Poorly calibrated models can amplify bias or create overconfidence. The organisations moving fastest are also the ones investing most heavily in data foundations, governance and the capability to interpret outputs effectively.
The technology is advancing quickly. But the differentiator will not be the tools alone. It will be how people use them. The shift is not just technical, but human. Teams must apply judgment, challenge outputs and bring a deep understanding of the consumer to turn data into meaningful insight.
A pragmatic path forward
We see leading organisations following a similar pattern:
- Start small: Pilot synthetic personas or panels in low-risk use cases.
- Blend intentionally: Combine outputs with traditional research rather than replacing it.
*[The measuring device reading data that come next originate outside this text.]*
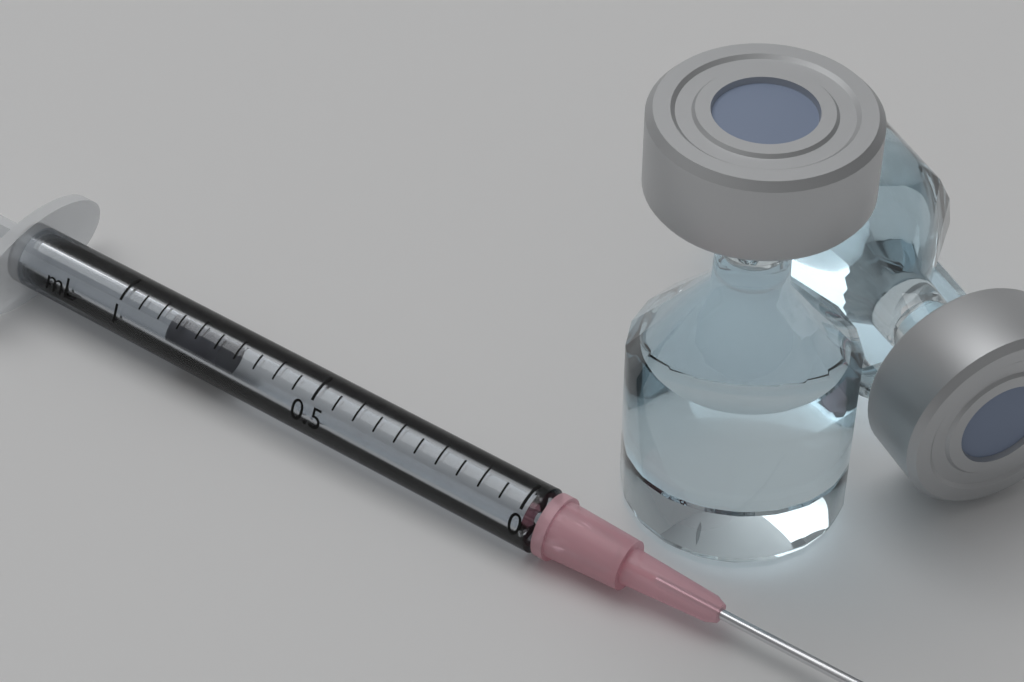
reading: 0.75 mL
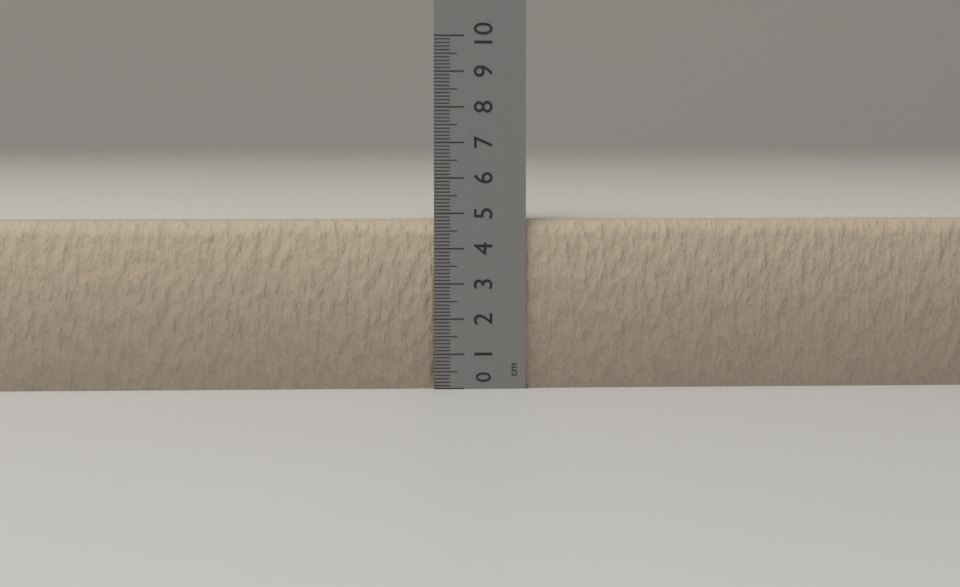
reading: 4.8 cm
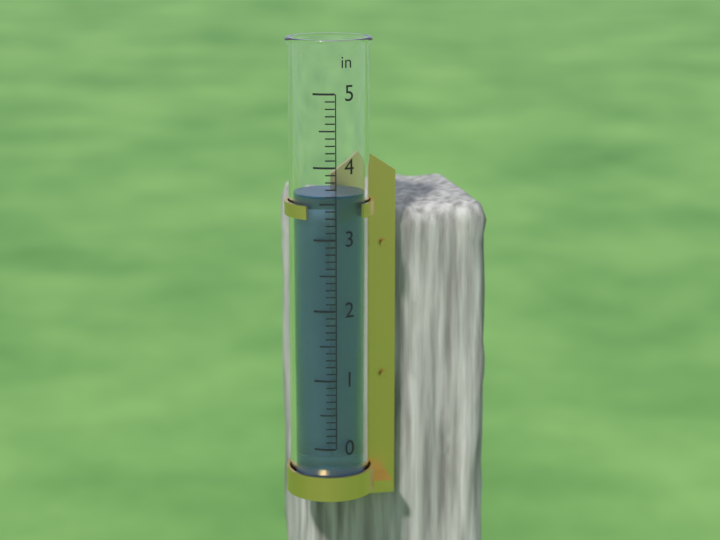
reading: 3.6 in
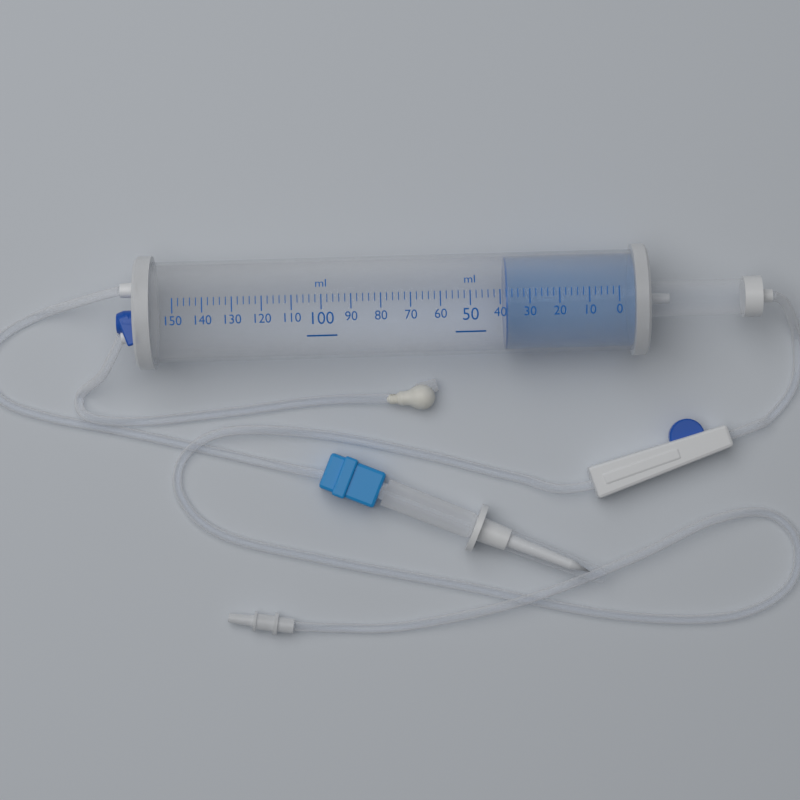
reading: 38 ml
- Invest in data foundations: Strengthen first-party data and integration capabilities, while being mindful of biases in training data, cultural context and recency of inputs.
- Scale gradually: Introduce more advanced predictive capabilities, such as digital twins, as confidence grows.
This is not about leaping ahead. It is about building capability in line with data maturity and organisational readiness, with a clear understanding of the limitations and risks.
Synthetic insight is here to stay. The question is not whether to adopt it, but how. Organisations that move thoughtfully, rather than reactively, will increase speed and capacity without sacrificing confidence. And in a world where decision cycles continue to compress, that balance will become a competitive advantage.